All other characters need to be encoded. Now that you can have arabic url's too it has gotten a little more complicated.
But assuming your website is indo-european this is it. So you will never be able to have full product names in your url.
And renaming them as something more cool like replacing % with "percent" in the url can bring desaster upon your url's as in some cases the "fake" names may not end up unique and therefore end up with unreliable routing.
look at URI characters on wiki
i want to use comma separator to display my double value as currency value in WinRT XAML?
like
<TextBlock Text="{Binding Amount, StringFormat={}{0:C}}" />
I need to achieve this in XAML, not in C# using IValueConverter.
Thanks in advance.
Joy Rex
Sounds like something that should be delegated to be handled by the platform, not by some arbitrary format string, doesn't it? I believe this should happen automatically for users using a locale that uses commas as separators such as Polish. I don't have much recent experience with that in .NET, but perhaps a decimal type would make it work if double doesn't. Also remember that you can simply expose an AmountAsString property that is formatted by your view model since you only bind it one-way into a TextBlock anyway. Oh and otherwise - there is nothing wrong with an IValueConverter.
Just to note on this thread, the Windows.Globalization.NumberFormatting APIs are available for both currency and decimal formatting, and automatically applies the user's locale-specific or customized number formats along with currency symbol placement. The Number formatting and parsing sample shows all the variations.
I've looked into NSFormatter, NSNumberFormatter, and the other formatting classes, but can't find a build into solution. I need to format phone numbers depending on the country code.
For instance, for US, I get a string such as +16313938888 which I need to format to look like +1(631)393-8888. The problem is I need to do this for all formats.
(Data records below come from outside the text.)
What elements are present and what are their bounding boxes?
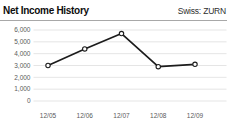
data-point-12/07 — [119, 32, 123, 36]
data-point-12/09 — [193, 62, 197, 66]
y-tick-label: 4,000 — [14, 50, 31, 57]
chart-header: Net Income History Swiss: ZURN — [0, 0, 229, 16]
chart-title: Net Income History — [3, 5, 89, 16]
y-tick-label: 3,000 — [14, 62, 31, 69]
data-point-12/08 — [156, 65, 160, 69]
y-tick-label: 0 — [27, 98, 31, 105]
y-tick-label: 1,000 — [14, 86, 31, 93]
net-income-line-chart: 01,0002,0003,0004,0005,0006,00012/0512/0… — [0, 21, 229, 125]
x-tick-label: 12/07 — [113, 112, 130, 119]
y-tick-label: 6,000 — [14, 27, 31, 34]
x-tick-label: 12/08 — [150, 112, 167, 119]
y-tick-label: 5,000 — [14, 38, 31, 45]
data-point-12/05 — [46, 64, 50, 68]
x-tick-label: 12/05 — [40, 112, 57, 119]
data-point-12/06 — [83, 47, 87, 51]
x-tick-label: 12/06 — [77, 112, 94, 119]
net-income-card: Net Income History Swiss: ZURN 01,0002,0… — [0, 0, 229, 126]
ticker-label: Swiss: ZURN — [178, 7, 226, 16]
x-tick-label: 12/09 — [187, 112, 204, 119]
series-line — [48, 34, 195, 67]
y-tick-label: 2,000 — [14, 74, 31, 81]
Netherlands, I receive a string +31641234567 which will be +31(6)41 23 45 67 (something like that).
Hardcoding for 200+ countries is too tedious and I really don't know all the format rules. Is there something in the docs I'm overlooking or does anyone know of an open source class that manages this?
See https://github.com/rmaddy/RMPhoneFormat for an iOS specific solution.
Try this Google solution - https://github.com/me2day/libPhoneNumber-iOS
They have ports for C++, Java, Objective-C and others.
Unfortunately iOS does not have any public APIs for this. You can try to integrate libphonenumber that is a complete implementation for parsing and formatting international phone numbers. It has a C++ version so theoretically you can cross-link with it.
You definitely don't want to hard-code all of the various country formats. There are typically 3-5 formats per country. Instead, use a format database (such as a plist) and write code to format the number based on the given country code.
A good international format property list 'UIPhoneFormats.plist' can be found here: https://code.google.com/p/iphone-patch/source/browse/trunk/bgfix/UIKit.framework/PhoneFormats/UIPhoneFormats.plist?r=7
In that list, '$' allows any character, '#' must be a number, and the '(space) ', '(', ')' and '-' are inserted between numbers. Non-numeric characters typed by the user hint to the desired format.
I've shared my phone number formatter class, inspired by Ahmed Abdelkader's work, at https://github.com/lathamglobal/iOS-Phone-Number-Formatter . It is a very small, single-class international phone number formatter that uses the plist just mentioned.
You can try this:
let phoneNumber : CNPhoneNumber
let digits = phoneNumber.performSelector("digits").takeRetainedValue() as! String
It gives you directly the string, without formatting, with the phone number. However if the number is saved with international prefix, you will have it also in the resulted string.